Federal Emergency Management Agency officials awarded Los Angeles County $780,000 to build a wall, then another $945,000 for the same completed work after the California jurisdiction went way over the original budget.
The inspector general for the Department of Homeland Security, which includes the emergency agency, blamed the loss on the California county because officials there decided without authorization to change plans to build the wall along a road that would minimize damage from future wildfires.
Los Angeles lacked federal permission to build that type of wall and didn’t follow “hazard mitigation” standards for doing so.
At the time of the flooding disaster in late 2004 and early 2005, the road in question had no supporting wall and collapsed after heavy rains and mudslides pummeled the pavement.
County officials entreated FEMA for the additional $945,645 to build the wall in 2006, basing their appeal off a geotechnical report the county had commissioned. The federal agency had initially approved the construction of the wall at a cost of $780,511.
“The county ultimately built a wall that was different from what FEMA approved … and different from what the geotechnical report recommended,” the inspector general found.
FEMA’s regional office denied the county’s appeal for the funding increase “on the basis that the county performed unauthorized improvements.” County officials had already forged ahead with $1.7 million of improvements anyway.
In October 2007, FEMA approved the county’s second appeal for both the initial $780,000 and the extra $945,000. The agency did so by overturning its regional office’s decision to deny Los Angeles that money.
“Our concern was not that FEMA headquarters officials acted improperly in reversing the region’s decisions,” the inspector general wrote, “but rather that they had done so without providing reasonable justification.”
Although the watchdog recommended FEMA recover the $945,000 in unauthorized payments, the agency refused to do so in comments on the report.
The federal agency disputed the inspector general’s claims that the cost overruns were solely the result of the county’s decision to change the materials with which it planned to build the wall.
Los Angeles County received $54.9 million in FEMA grants overall to repair damages caused by the heavy rains and ensuing mudslides that began in 2004. The grants provided funding for 218 projects.
In the years since that disaster, the inspector general has levied a litany of criticism at FEMA and the California county for allegedly mismanaging federal dollars. A September 2013 report found the county couldn’t account for $14,000 it spent on labor and equipment in just two of those projects.
The inspector general also found $16 million in unused and unnecessary funds in March 2012 that had been left over from 79 projects, most which were completed by 2006.
Instead of giving the money back to FEMA, however, California officials initially argued they should be allowed to keep those funds to cover the cost of other projects that might go over budget, which violated the agency’s rules.
“These officials told us that, although they agree that the projects we identified were completed — and that a significant amount of unneeded funding remains obligated — they have chosen not to submit the necessary documentation to FEMA at this point because they feel that there would be unnecessary financial, time- and effort-related costs associated with doing so,” the inspector general wrote.
Even so, emergency agency officials subsequently recovered the $16 million.
An April 2013 report found more than $100,000 in unauthorized “fringe benefits” that the county had paid to its employees went to staff that had nothing to do with the disaster repair work.
The inspector general discovered $2.4 million in additional unnecessary funds tied up in completed projects in June 2013, which it demanded be taken from the county and put to better use.
The next month, yet another report revealed Los Angeles had awarded a series of sole-source contracts to companies from an “on-call list” of preferred contractors it had written years before the flooding.
Not only were the non-competitive contracts awarded long after the urgency of the disaster had passed, but they were written without “project-specific cost ceilings” to keep spending under control, the inspector general said in July 2013.
“Contractor expenses were not carefully and consistently monitored,” the inspector general said.
The inspector general has written a total of six reports in the course of what it has called a larger audit of the $54.9 million FEMA gave to Los Angeles County as a result of the 2004-2005 flood, which it has broken down into segments “because of the size of the award and number of projects.”
“The findings described within this series of audit reports on the county derive from, or are exacerbated by, insufficient grant management,” the inspector general said in one of the reports.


__Exercise goal__.
From the material beneath, pull every line with the word "data".

__Entries shown__.
|---|
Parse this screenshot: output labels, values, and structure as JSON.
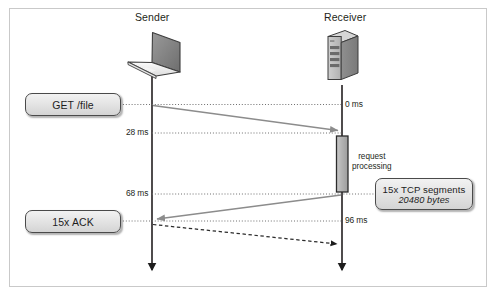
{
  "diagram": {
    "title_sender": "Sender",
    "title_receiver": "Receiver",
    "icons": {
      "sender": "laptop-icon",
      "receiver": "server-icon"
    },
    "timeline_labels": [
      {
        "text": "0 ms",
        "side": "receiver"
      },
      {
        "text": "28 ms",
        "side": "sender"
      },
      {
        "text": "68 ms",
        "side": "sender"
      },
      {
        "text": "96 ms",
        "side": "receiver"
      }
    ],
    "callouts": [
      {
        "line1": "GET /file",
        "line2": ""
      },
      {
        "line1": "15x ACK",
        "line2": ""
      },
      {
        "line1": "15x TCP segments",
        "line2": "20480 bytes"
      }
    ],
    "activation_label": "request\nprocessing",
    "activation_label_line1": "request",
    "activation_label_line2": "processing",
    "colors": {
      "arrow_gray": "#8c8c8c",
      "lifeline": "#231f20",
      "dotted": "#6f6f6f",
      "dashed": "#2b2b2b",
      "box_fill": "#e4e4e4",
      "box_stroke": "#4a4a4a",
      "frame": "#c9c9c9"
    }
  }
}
|---|
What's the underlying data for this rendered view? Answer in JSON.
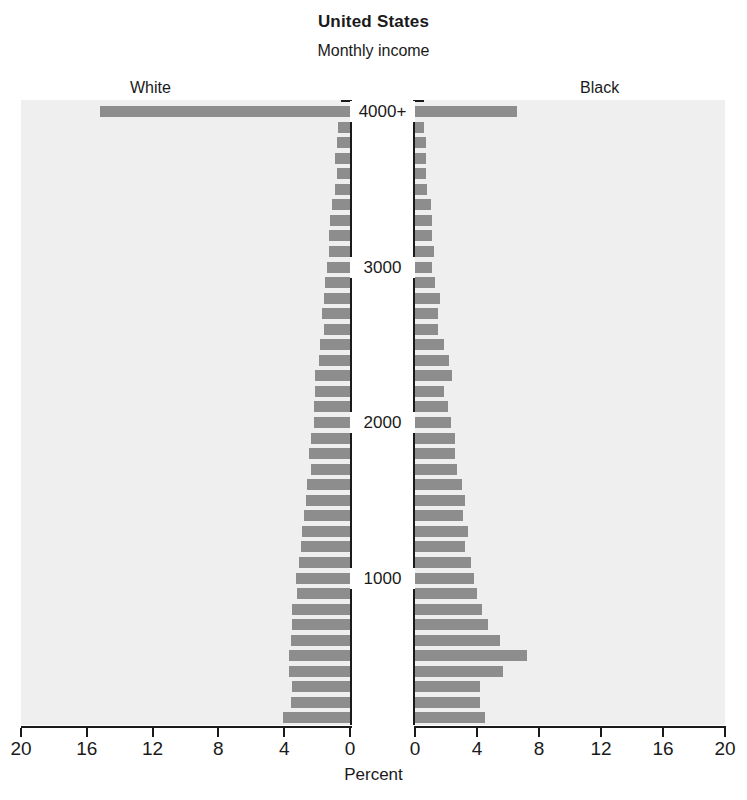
|---|
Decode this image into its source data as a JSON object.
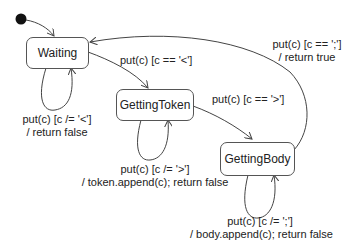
|---|
__Finished task__.
What's the underlying data for this rendered view? Answer in JSON.
Decode this image into its source data as a JSON object.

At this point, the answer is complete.